Yup, that quote was from the section on "nextclade usage from a nextclade dataset" (i.e. not an auspice JSON dataset) -- in that case I think you should be comparing the files reference sequence against the auspice JSON root sequence, as this would guard against a misconfigured augur pipeline which produced the dataset.

When pasting pathogen info into Auspice JSON (which is also optional), I suggest to not put the .files object there to avoid confusion.

Agreed

ivan-aksamentov added a commit that referenced this pull request Jun 4, 2024
Following conversation in #1455 (comment)

Let's add a warning if the reference sequence provided any of the possible ways (fasta in dataset files, through CLI argument, Web URL param, or Web "Customization" interface) does not exactly match (as in string comparison) the `.root_sequence.nuc` in Auspice JSON.

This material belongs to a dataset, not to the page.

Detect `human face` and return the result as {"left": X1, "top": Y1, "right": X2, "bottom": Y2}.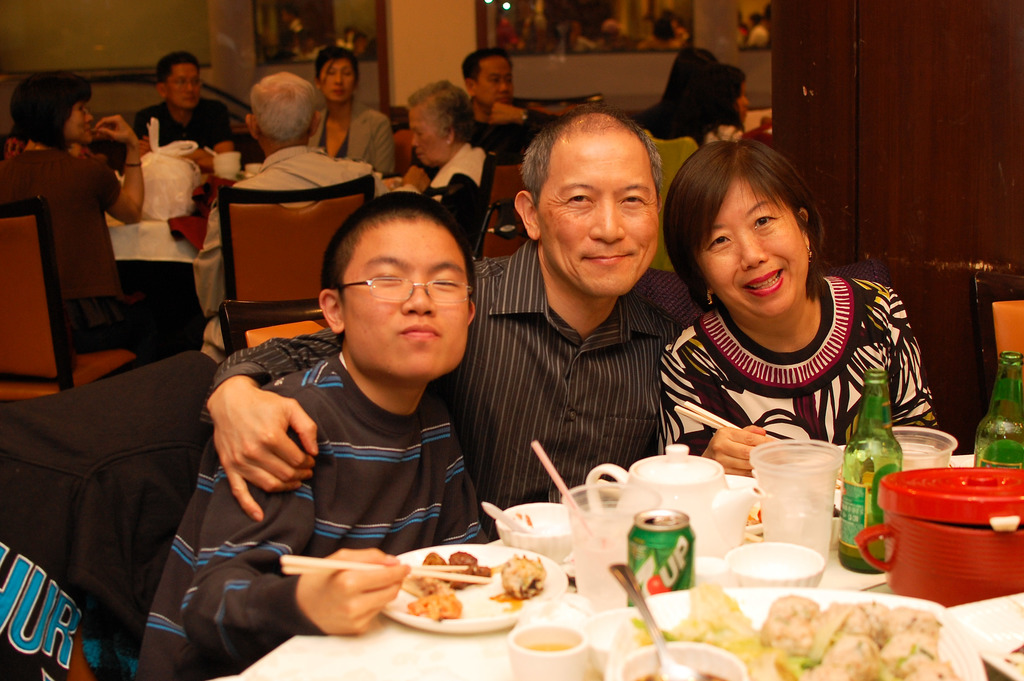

The warning message is the following. Please suggest improvements (paste a full quote into reply message or feel free to modify in the code).

<details>
<summary>Click to expand</summary>

> Nextclade detected that reference sequence provided does not exactly match reference (root) sequence in Auspice JSON.
>
> This could be due to one of the reasons:
>
> - Nextclade dataset author provided reference sequence and reference tree that are incompatible
> - The reference tree has been constructed incorrectly
> - The reference sequence provided using `--input-ref` CLI argument is not compatible with the reference tree in the dataset
> - The reference tree provided using `--input-tree` CLI argument is not compatible with the reference sequence in the dataset
> - The reference sequence provided using `&input-ref` parameter in Nextclade Web URL is not compatible with the reference tree in the dataset
> - The reference tree provided using `&input-tree` parameter in Nextclade Web URL is not compatible with the reference sequence in the dataset
>
> This warning signals that there is a potential for failures if the mismatch is not intended.

</details>
jameshadfield added a commit to nextstrain/auspice that referenced this pull request Jun 5, 2024
Most discussion about this functionality has been happening within the
nextclade repo, see <nextstrain/nextclade#1455>
and <nextstrain/nextclade#1460> for a good
summary.
jameshadfield added a commit to nextstrain/auspice that referenced this pull request Jun 5, 2024
Most discussion about this functionality has been happening within the
nextclade repo, see <nextstrain/nextclade#1455>
and <nextstrain/nextclade#1460> for a good
summary.
Sign up for free to join this conversation on GitHub. Already have an account? Sign in to comment
Labels
None yet
Projects
None yet
Development

Successfully merging this pull request may close these issues.